Ring Road: trucks turn south off Hwy. 4 just before the Black Powder Range to emerge on Franklin River Rd.

Of all the possible industrial truck routes that have been discussed in the past three decades, the ring road stands out for many a reason­—most of them outlined in  the Alberni-Clayoquot Regional District’s 2012 study.

“A ring road outside city limits would take all the logging trucks and we could direct heavy vehicles that way,” said Coun. Jack McLeman. He sits on the ACRD’s transportation   committee.

The ring road proposal entirely removes trucks from the city by sending them off Hwy. 4 just before the access road to the Black Powder Range.
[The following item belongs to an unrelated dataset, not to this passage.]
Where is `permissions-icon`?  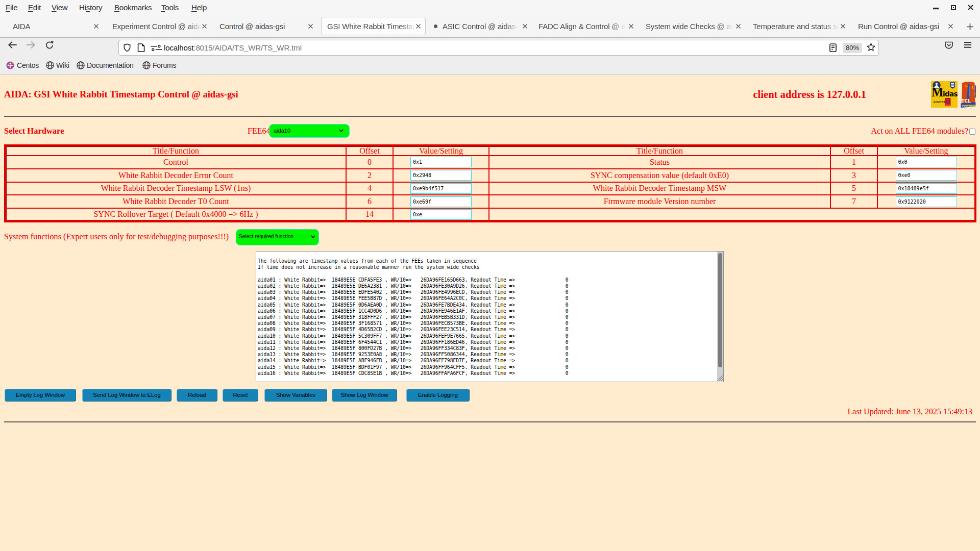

Trucks would then turn off the highway through a $400,000 intersection and travel south for 4.9 kilometres along a mix of old, refurbished logging roads and new paths.

Then, the province—because the road travels far outside of city jurisdiction—would have a choice: southeast or southwest.
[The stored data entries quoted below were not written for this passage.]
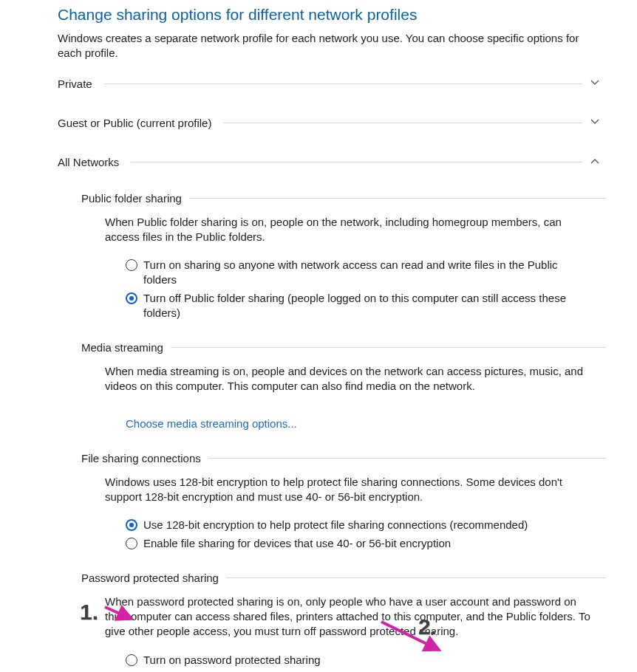  Describe the element at coordinates (329, 162) in the screenshot. I see `profile-all-networks: All Networks` at that location.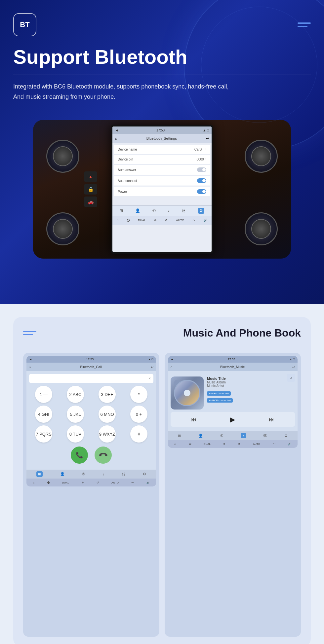 This screenshot has height=644, width=324. What do you see at coordinates (202, 181) in the screenshot?
I see `auto-connect-toggle` at bounding box center [202, 181].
With the southeast option the road would head a little east and mostly south, following existing logging roads down to Bainbridge Lake and then connecting down to Franklin River  Road about 4.8 kilometres east of the Ship Creek Road and Anderson Avenue intersection.

That has several issues; a max travel speed of 60 km/hr on the 10.3 kilometre route adds an extra six minutes onto the travel time of a truck wanting to get to the south end of Port Alberni. It also passes right beside the city’s water reservoir of Bainbridge Lake.

According to the study, storm water management has to be taken into account to ensure that contaminated water from the proposed road doesn’t enter any streams that flow into the lake.

The east option has its upsides. At $17.8 million, it’s a little cheaper than the southwest option. It also, the study notes, has a “rough balance of cuts and embankments.” This means that little extra waste will have to be disposed of.

It’s also a more direct route for trucks hoping to circumvent the city entirely and continue south down the logging roads.

The southwest option is more expensive—$20.5 million total. This route would follow the first 4.9 kilometres south from Hwy. 4 but then turn southwest for 4 km to intersect Franklin River road just one kilometre east of the Ship Creek Road and Anderson Avenue intersection.

It would bring trucks almost four kilometres closer to Port Alberni if their destination is the waterfront. The western route would also avoid any contamination issues with Bainbridge Lake.

The 2012 ACRD study includes building both legs as an option; that however would bring the cost up to about $28 million.

Either way, the road would require two bridges—over Rogers and Stokes Creeks—and generous provincial coffers.

And that, McLeman thinks, is unlikely to happen until an old bypass route the city is not currently considering is removed from the city’s official community plan.

“The government thinks that the ring road council wants in the OCP will suffice. Until we get rid of that I don’t see much movement,” McLeman said.

The proposed 2012 ring road remains the most ambitious option, but also the only one that takes heavy trucks outside of the city—and off its beaten down roads—altogether.